The other major weakness of the novel is that it changes perspective and place nearly every chapter; this in and of itself is not a criticism, but all of the sections with Ledger are told from a first person perspective while none of the rest of the novel is. This makes the prose tremendously uneven and rather untrustworthy, since the reader doesn't get a consistant narrator to hang on to throughout the story. I understand that to tell the story Maberry obviously wanted to, he can't keep the whole thing in Legder's perspective, but I wish he'd scrapped the first person in favor of a third person omniscient. It would have been smoother AND made more sense.

Long story short: Maberry isn't Max Brooks, and this is no World War Z. I just wish Patient Zero had been satisfying enough on its own that I wouldn't feel the need to make that comparison.

Monday, January 18, 2010

Prospective Reads

I was originally planning to do a fairly academic, drawn out post here about how Neil Stephenson's Snow Crash is not actually cyberpunk, but my smarter-than-me boyfriend has informed me that, in fact, it's categorized as "post-cyberpunk" and not actually the former at all. So. That happened.

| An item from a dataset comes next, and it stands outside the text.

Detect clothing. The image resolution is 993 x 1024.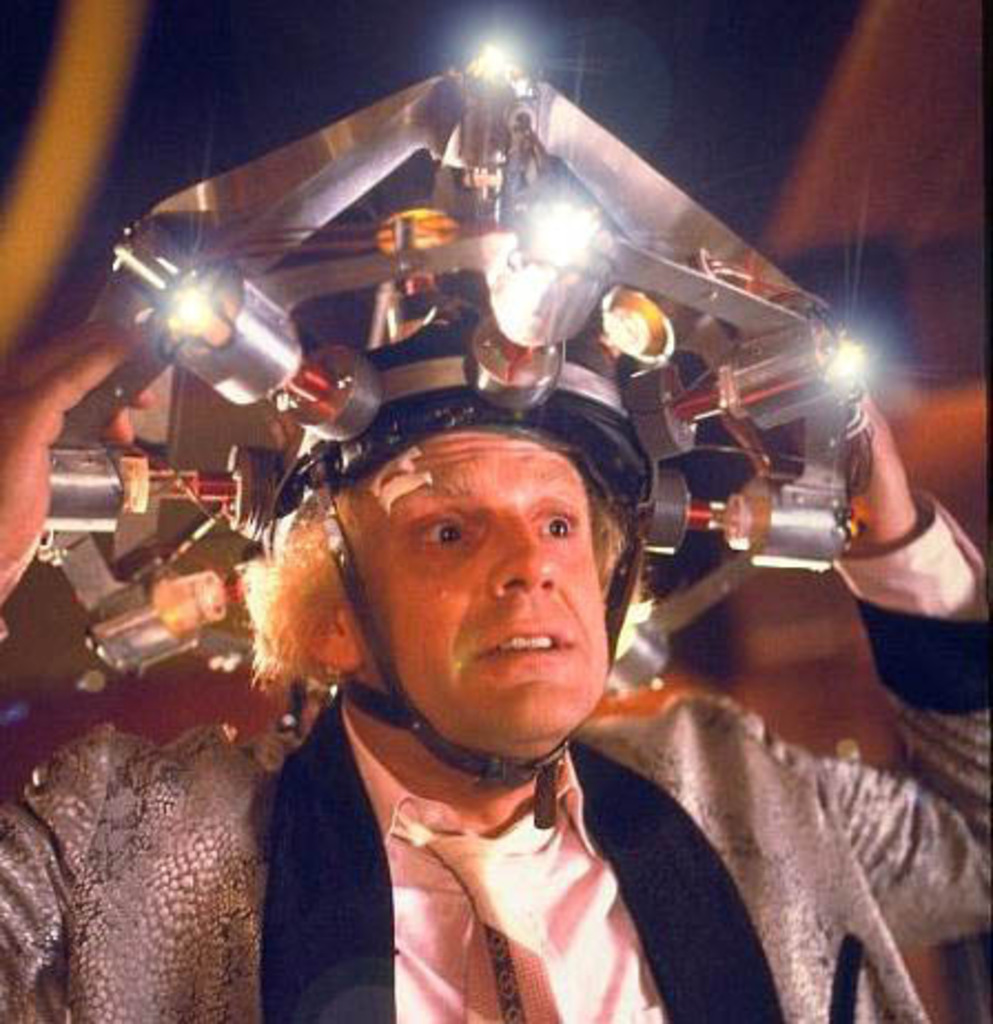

(My reasoning was going to be an elegant deconstruction about how the focus of Snow Crash is actually the relationships between people, rather than mankind's relationship to technology and machines, which is what I think the point of pure cyberpunk is. Snow Crash is much more involved in tracing the connecting lines between people, following threads of religion, language, and conformity to show the web that's netting all of us into one big mass of humanity. And then that humanity breeds viruses and programs, I don't know. I stopped outlining what was essentially a college essay when I discovered that this is not a new theory.)

I could ALSO give my excuses for not reading One Hundred Years of Solitude yet, but that one boils down easy: the guy in my office who told me I have to read it, said I need to watch some bizarre film called Gummo first. I haven't watched the film yet, so I haven't read the book yet. I'm going to begin it tentatively, I can tell you that much - I'm no longer intimidated by not finishing books, so if it drags too hard I'm putting it down. But I'm probably being unfair to it; Lord knows that since finishing school I've gotten HELLA lazy in my reading habits.

What I will do is cheerfully tell you to go read The Girl With The Dragon Tattoo, and its sequel, The Girl Who Played With Fire. Wonderful character-driven mysteries, and Larsson the author is a master of story-telling. The fact that they are both translations (Swedish to English) didn't actually impact the prose for me, either (I tend to think translations come out a little stiff, but Tattoo and Fire are both fluid and charming).